- Lana Payne comments on the importance of the labour movement in ensuring that economic growth translates into benefits for workers:
The findings of a study released this month by the Canadian Centre for Study of Living Standards, an Ottawa-based think-tank, reinforces why there is a “pervasive sense among Canadians” in the so-called middle class that they are not getting ahead.- R.A. Washington notes that laissez-faire economic theory tends to miss the mark in describing reality due to its hand-waving away the significance of the consent of the governed when neoliberal governments implement policies designed to serve the market rather than the citizenry. And Rupert Neate highlights the inevitable result of allowing the populist right to get the upper hand, as a U.S. election decided largely by working-class insecurity figures to only further benefit the extremely wealthy at everybody else's expense.
And the data supports this stagnation of the middle.
The study notes that while Canadians are more productive than ever, those productivity gains are not being shared. Indeed, median real hourly earnings grew by a measly 0.09 per cent a year between 1976 and 2014, while labour productivity grew by 1.12 per cent a year.
Yet workers were promised they would share in those gains if they worked harder, worked longer, worked faster, worked leaner. And so they did that.
...
The study found the gap in earnings and productivity was because of three key factors: rising inequality (more share going to the top), the rising costs of consumer goods and a decline in workers’ share of the national income while the corporate or capital share is getting bigger and bigger.
The authors, economists James Uguccioni, Andrew Sharpe and Alexander Murray, note that “economic history and economic theory suggest that labour productivity growth should generate rising living standards for workers over time, so the gap between annual labour productivity growth and annual median wage growth is puzzling.”
...
The authors conclude: “the most plausible explanations for both the ‘hollowing out of the middle’ of the earnings distribution and the decline of labour’s share of income are globalization, technological change and institutional change.”
By institutional change they mean declining unionization. More and more economic research has been noting that the inability of workers to join unions, often because of regressive labour laws, is impacting not just how the economic pie gets shared, but economic growth and rising inequality.
A U.S. study by the Economic Policy Institute found that declining unionization resulted in lower wages for non-union workers. This isn’t a surprise, as unions often lift the floor for everyone.
- Daniela Vincenti reports on a study showing how CETA's environmental provisions are utterly ineffective, while its impact on democratic governance could be massive.
- D.C. Fraser, Pamela Cowan and Erin Petrow report on Brad Wall's decision to make a bad economic situation worse by treating a deficit as an excuse to cut already-suffering core programs in health, education and social services. Ashley Martin writes about the latest study showing that a quarter of Saskatchewan children already live in party even before the Saskatchewan Party takes an axe to existing supports. And the CP and CBC both report on the alarming vacancies in social work positions in northern Saskatchewan.
- Finally, Jonathan Freedland wonders whether the rise of the extreme right can be traced in part to the centre-left showing undue respect across the spectrum which is never reciprocated.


:: YOUR ASSIGNMENT ::
Give again only the lines from the line that holds "Describe the element" to the end of the data, inclusive, omitting all pictures.
════════════════════
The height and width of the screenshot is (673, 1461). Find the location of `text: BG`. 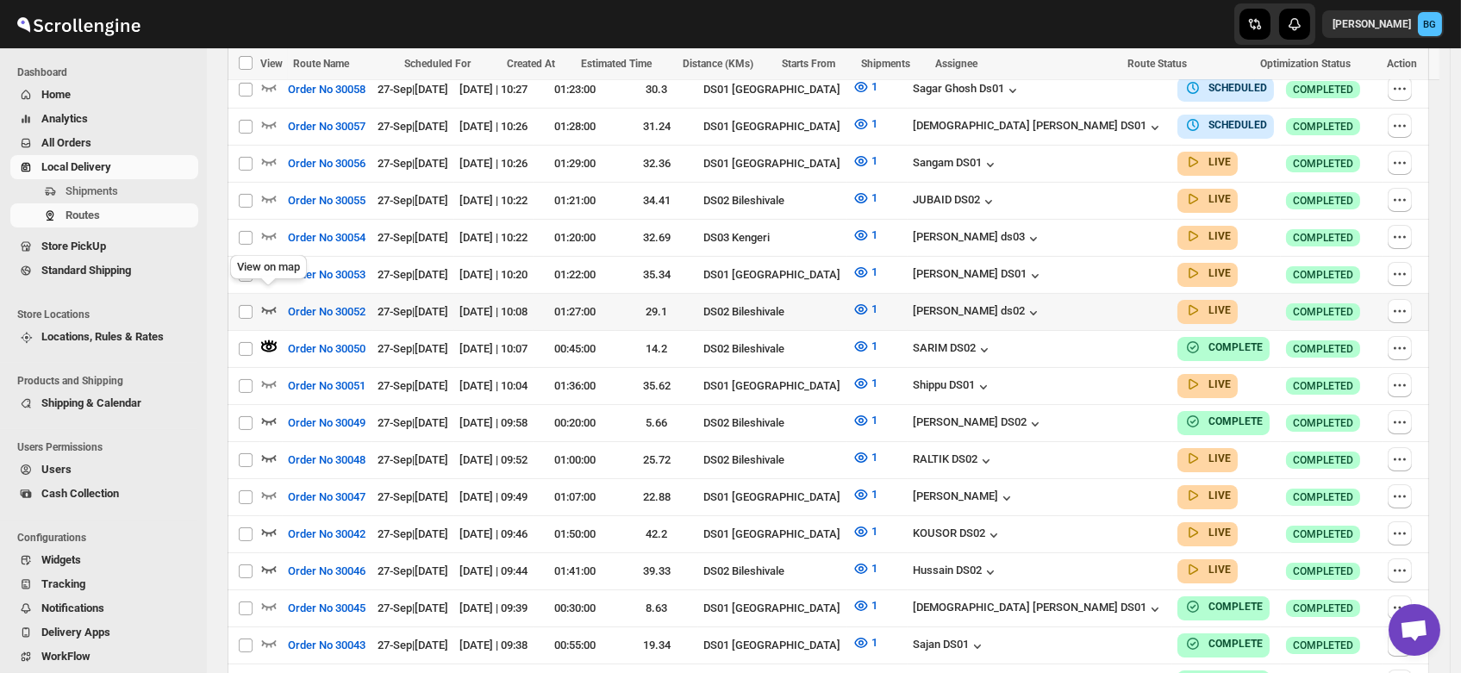

text: BG is located at coordinates (1430, 24).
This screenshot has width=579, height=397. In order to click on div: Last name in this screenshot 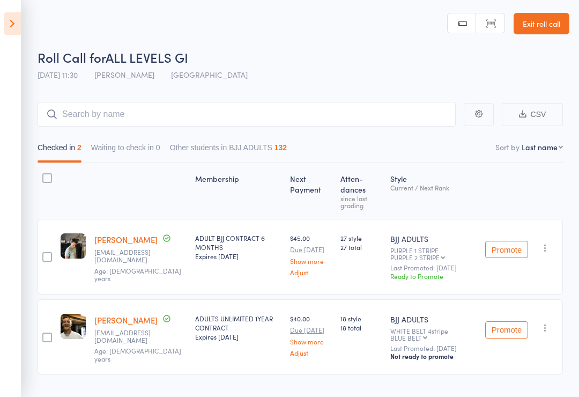, I will do `click(540, 147)`.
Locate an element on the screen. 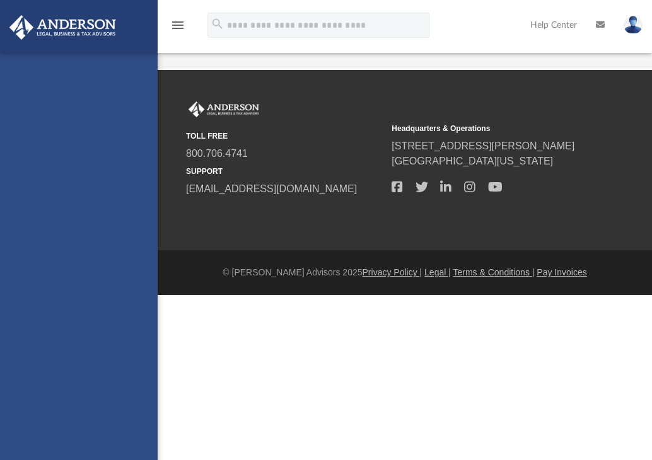 Image resolution: width=652 pixels, height=460 pixels. img: User Pic is located at coordinates (633, 25).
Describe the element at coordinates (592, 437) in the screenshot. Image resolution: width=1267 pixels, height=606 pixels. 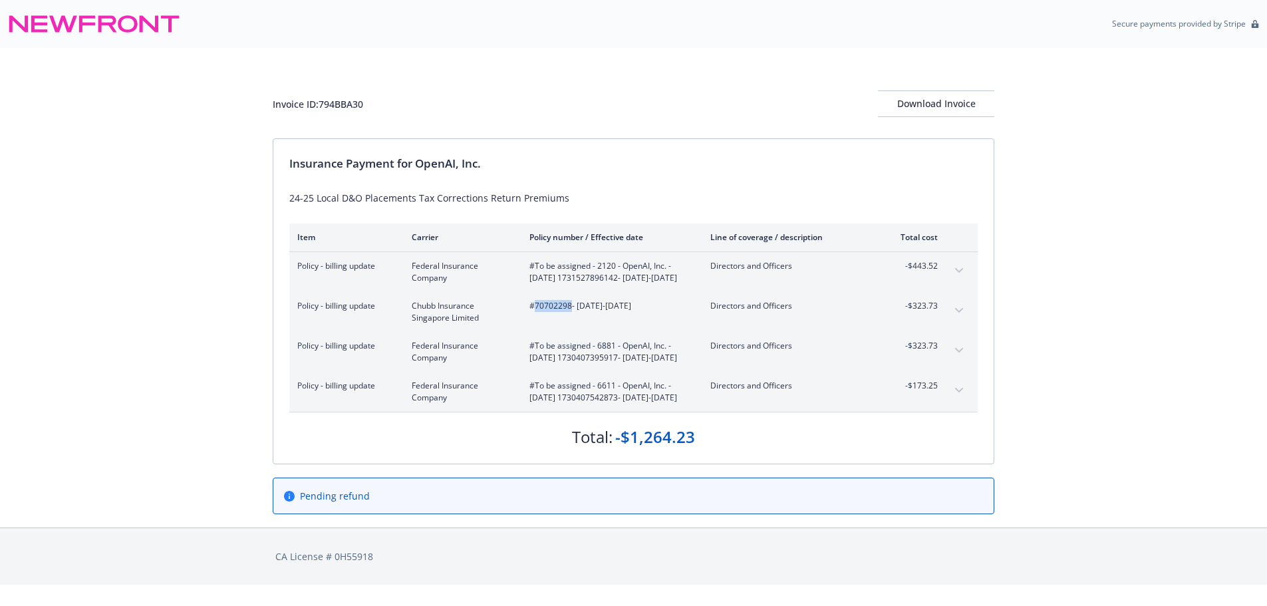
I see `div: Total:` at that location.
════════════════════
:: SOLVED EXERCISE ::
Describe the element at coordinates (592, 437) in the screenshot. Image resolution: width=1267 pixels, height=606 pixels. 
I see `div: Total:` at that location.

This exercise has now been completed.